Ken_Volok (anonymous profile)
June 15, 2012 at 12:42 a.m. (Suggest removal)
Thanks At-Large, Hagen's early expertise appears to have been the psychology of visual perception and more recently she has published work on the psychological impact of early childhood trauma. Her CV indeed shows that she has published both books (which for some reason don't count for much in academia), chapters in instructional text books, and articles in journals. What she appears to lack as an expert in the Attias case is any relavent research or expertise in abnormal psychology that leads to violent behavior.
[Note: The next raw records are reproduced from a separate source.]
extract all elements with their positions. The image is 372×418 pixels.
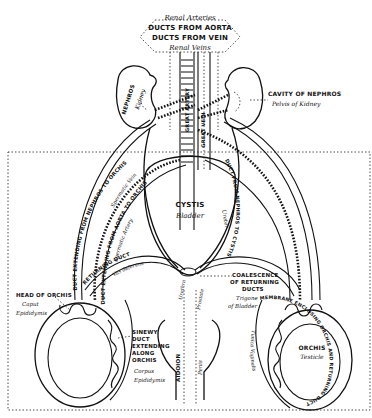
renal-veins-label: Renal Veins: [168, 44, 211, 52]
ducts-from-vein-label: DUCTS FROM VEIN: [152, 34, 228, 42]
penis-label: Penis: [197, 360, 203, 376]
kidney-left: NEPHROS Kidney: [117, 66, 157, 128]
coalescence-line1: COALESCENCE: [232, 272, 278, 278]
head-of-orchis-pointer: [55, 297, 70, 310]
trigone-label: Trigone: [236, 295, 258, 302]
sinewy-line1: SINEWY: [132, 329, 158, 335]
right-testicle: ORCHIS Testicle: [256, 300, 352, 410]
vein-label: GREAT VEIN: [200, 112, 206, 147]
anatomy-diagram: Renal Arteries DUCTS FROM AORTA DUCTS FR…: [0, 0, 372, 418]
cavity-of-nephros-label: CAVITY OF NEPHROS Pelvis of Kidney: [268, 90, 341, 108]
ureter-label: Ureter: [221, 209, 230, 229]
caput-label: Caput: [22, 301, 40, 308]
body-frame: [8, 152, 370, 410]
epididymis-head-label: Epididymis: [15, 310, 47, 317]
testicle-label: Testicle: [300, 353, 324, 360]
epididymis-body-label: Epididymis: [133, 377, 165, 384]
renal-vessels: [155, 95, 228, 118]
kidney-right: [225, 68, 268, 129]
sinewy-line2: DUCT: [132, 336, 150, 342]
vas-deferens-label: Vas deferens: [111, 260, 144, 278]
nephros-label: NEPHROS: [120, 84, 135, 116]
coalescence-line3: DUCTS: [242, 286, 264, 292]
pelvis-of-kidney-label: Pelvis of Kidney: [271, 100, 321, 108]
sinewy-duct-pointer: [118, 336, 132, 338]
top-labels: Renal Arteries DUCTS FROM AORTA DUCTS FR…: [148, 14, 232, 52]
cystis-label: CYSTIS: [176, 201, 205, 209]
bladder-label: Bladder: [175, 212, 205, 220]
coalescence-line2: OF RETURNING: [230, 279, 279, 285]
sinewy-line5: ORCHIS: [132, 357, 157, 363]
head-of-orchis-title: HEAD OF ORCHIS: [16, 292, 72, 298]
coalescence-label: COALESCENCE OF RETURNING DUCTS Trigone o…: [228, 272, 279, 310]
corpus-label: Corpus: [134, 368, 154, 375]
cavity-of-nephros-title: CAVITY OF NEPHROS: [268, 90, 341, 97]
sinewy-line4: ALONG: [132, 350, 155, 356]
orchis-label: ORCHIS: [299, 344, 326, 351]
aidoion-label: AIDOION: [175, 354, 181, 382]
left-testicle: [35, 300, 132, 407]
kidney-label: Kidney: [133, 88, 148, 112]
urethra-label: Urethra: [177, 279, 186, 300]
aorta-label: GREAT ARTERY: [184, 88, 190, 132]
ducts-from-aorta-label: DUCTS FROM AORTA: [148, 24, 232, 32]
of-bladder-label: of Bladder: [228, 303, 257, 310]
sinewy-line3: EXTENDING: [132, 343, 170, 349]
renal-arteries-label: Renal Arteries: [163, 14, 216, 22]
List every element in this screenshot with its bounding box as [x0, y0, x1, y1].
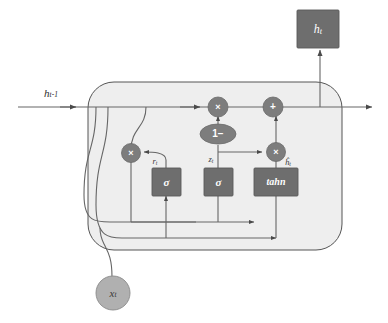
operator-one-minus: 1−	[200, 124, 236, 144]
mul-reset-symbol: ×	[128, 148, 133, 158]
operator-mul-update: ×	[208, 97, 228, 117]
mul-candidate-symbol: ×	[273, 147, 278, 157]
gate-candidate-label: tahn	[267, 176, 286, 187]
output-ht-box: ht	[297, 10, 339, 48]
add-output-symbol: +	[270, 101, 276, 112]
operator-mul-reset: ×	[122, 144, 141, 163]
gru-diagram-canvas: σ σ tahn × × × + 1−	[0, 0, 388, 323]
mul-update-symbol: ×	[215, 102, 220, 112]
input-xt: xt	[96, 276, 130, 310]
gate-reset: σ	[152, 168, 181, 196]
gate-candidate: tahn	[254, 168, 298, 196]
operator-mul-candidate: ×	[267, 143, 286, 162]
gru-cell-diagram: σ σ tahn × × × + 1−	[0, 0, 388, 323]
operator-add-output: +	[263, 97, 283, 117]
one-minus-symbol: 1−	[212, 128, 224, 139]
label-h-prev: ht-1	[44, 87, 58, 100]
gate-update: σ	[204, 168, 233, 196]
She seems like a weird "expert" for the DA in this case. I'll bet that she could tell me why I don't like the Apple computer user interface though.
Eckermann (anonymous profile)
June 15, 2012 at 12:54 p.m. (Suggest removal)
I'm really glad people are still taking an interest in this case. However, as the sister of one of the victims, who attended court for all 8 days, I would just like to clear something up. Margaret Hagen specializes in scientific research OF psychological assessments and their validity. She is not a practicing psychologist. Essentially she reads all of the studies regarding violence and risk, and the subsequent follow-up in the recidivism rates - in other words, how accurate are all of these studies that are supposed to predict if someone will reoffend violently. What did the tests SAY and what did the person DO. Can the results of these assessments be trusted to be accurate.
And the research overwhelmingly shows that NO, the studies are not accurate and therefore unreliable. That was Margaret's area of expertise. She was not there to test/analyze/evaluate David Attias in any way.
Again, thank you all for keeping this case and the discussions alive. It really means a lot to our families that people haven't forgotten!
lbourdakis (anonymous profile)
June 15, 2012 at 8:39 p.m. (Suggest removal)
This is classic of the Dudley-Waldman modus operandi, wherein the service of the community at large, justice and the law takes a back seat to personal ambition, ego, and the scandal of a "win-loss" record as the driving force behind the local D.A.'s office. But what do we expect? This is the same corrupt, self-aggrandizing culture that allowed Tom Sneddon to squander upwards of $3,000,000 going after Michael Jackson with sketchy "evidence" provided by questionable complaining witnesses with motivations having nothing to do with Truth. Waldman herself is a dessicated, passed-over clueless functionary serving the politically-motivated Dudley regime who is assigned cases prosecuted with the weakest of evidence simply to keep her in her place; a paper-pusher without an original thought. As Mr. Welsh so cogently points out: it ain't their money, so they spend it unaccountably and at their whim in pursuit of anything but the public good or the cause of justice. Winning and losing are the only things they fight for. When is the Grand Jury going to look at this office?
jjabercrombie66 (anonymous profile)
June 18, 2012 at 5:03 p.m. (Suggest removal)
jjabercrombie for DA
Ken_Volok (anonymous profile)
June 18, 2012 at 6:11 p.m. (Suggest removal)
Hagen is a crank; see, e.g., http://www.amazon.com/review/R1X3DTTT...
truth_machine (anonymous profile)
June 20, 2012 at 1:22 p.m. (Suggest removal)
"That was Margaret's area of expertise."
I feel for you, but both being a sister of a victim and on a first name basis with Dr. Hagen makes anything you have to say about her utterly unreliable.